Weave inline typecasting (python) Weave inline typecasting (python) numpy numpy

Weave inline typecasting (python)


The following can do the whole thing you are after:

def transpose(lines):    code =  """            for(int i = 0; i < x; i++) {                for(int j = 0; j < N; j++) {                    out[j + i * N] = atof(lines[j][i]);                    // OUT2(i, j) = atof(lines[j][i]);                }            }            """    N = len(lines)    x = len(lines[0])    out = np.empty((x, N), dtype=np.float64)    weave.inline(code, ['lines', 'N', 'x', 'out'])    return out>>> matrix = [['0.5', '0.1', '0.7'],['0.2','0.2', '0.4']]>>> matrix[['0.5', '0.1', '0.7'], ['0.2', '0.2', '0.4']]>>> transpose(matrix)array([[ 0.5,  0.2],       [ 0.1,  0.2],       [ 0.7,  0.4]])

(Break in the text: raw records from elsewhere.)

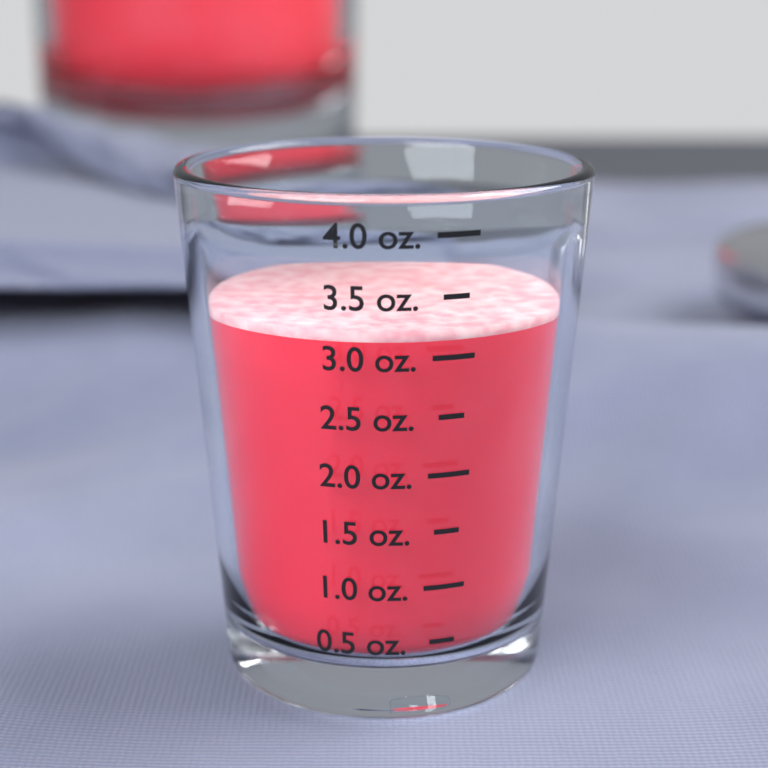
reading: 3.2 oz
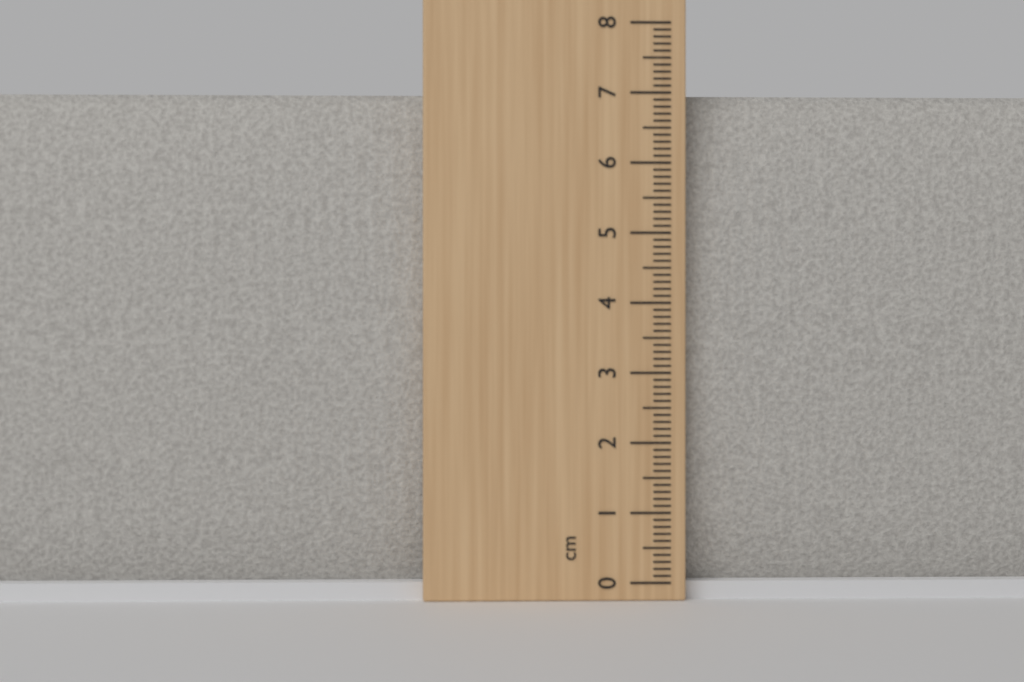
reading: 7.0 cm
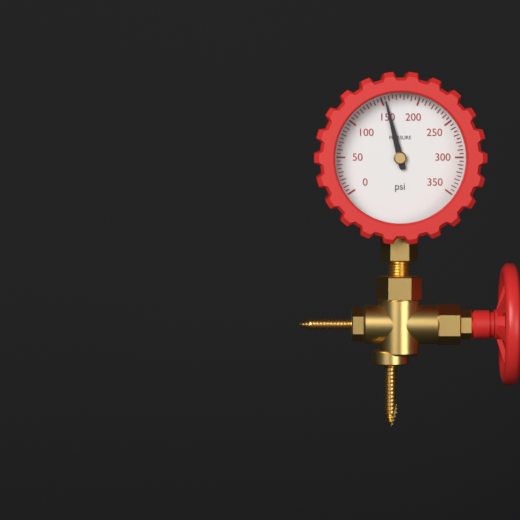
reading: 155 psi
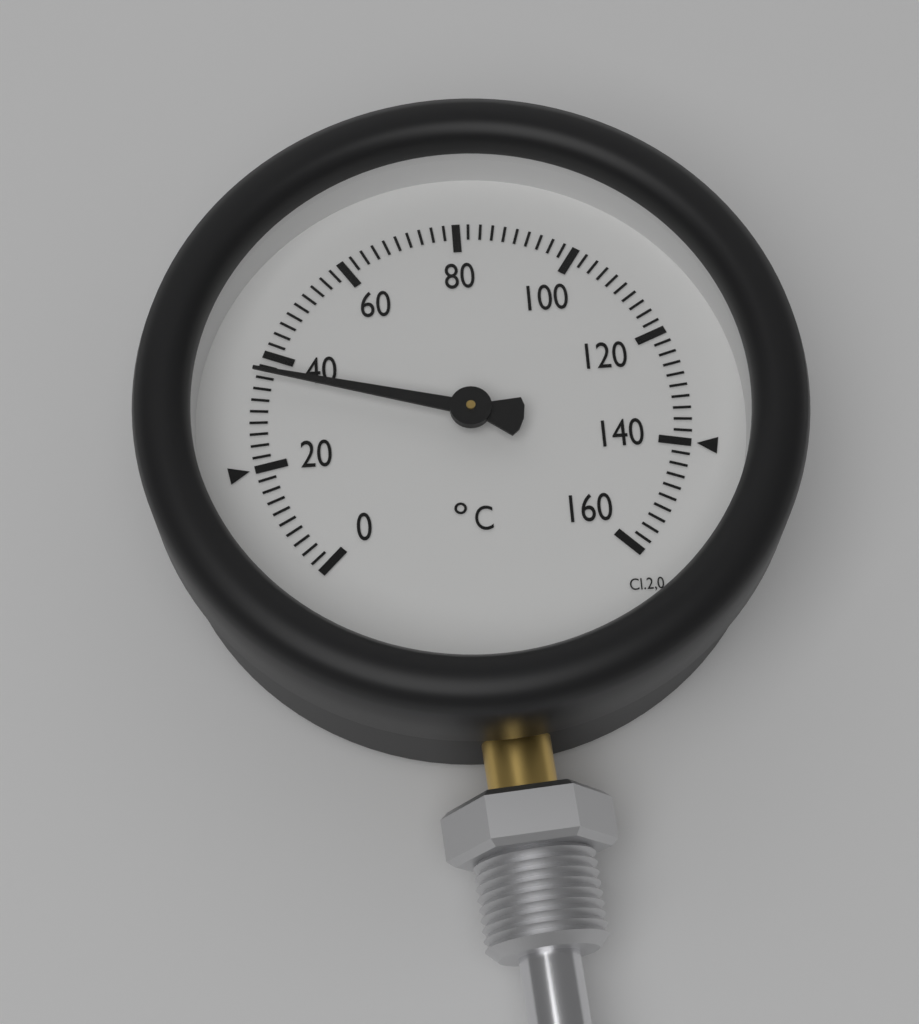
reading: 36 °C
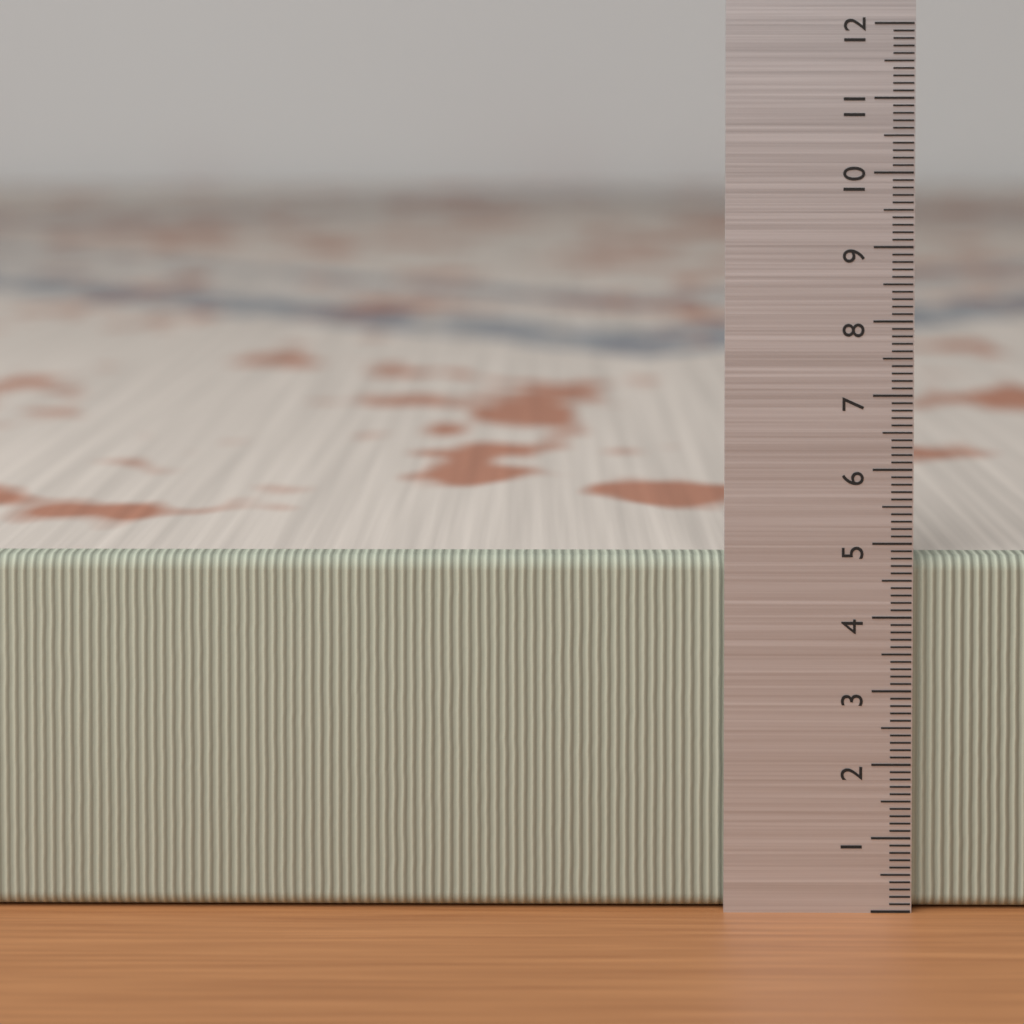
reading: 4.8 (no unit)
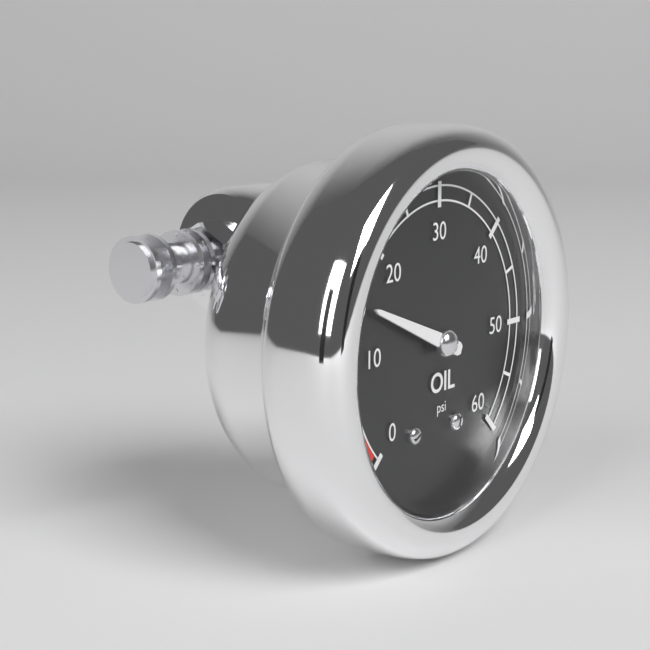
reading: 15 psi
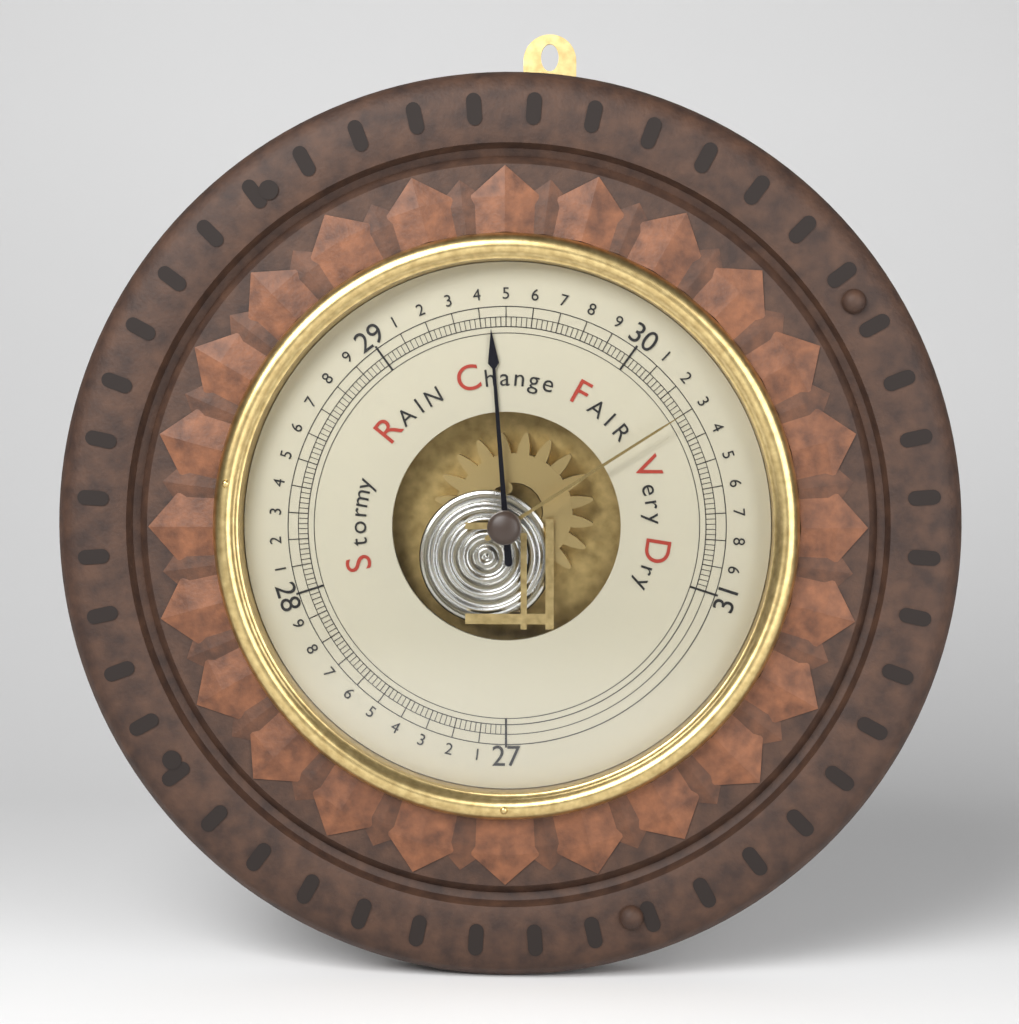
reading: 29.44 inHg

Aside from constantly forgetting ; after something like 6 years without writing any C, I had a lot of trouble figuring out what out was turning into inside the C++ code, and in the end it is a pointer to the data itself, not to a PyArrayObject as the documentation states. There are two variables defined by weave that are available for use, out_array and py_out, which are of type PyArrayObject* and PyObject* respectively.

I have left an alternative version of the assignment commented out: weave automatically defines macros <VAR>1, <VAR>2, <VAR>3, and <VAR>4 to access items of arrays of the corresponding number of dimensions.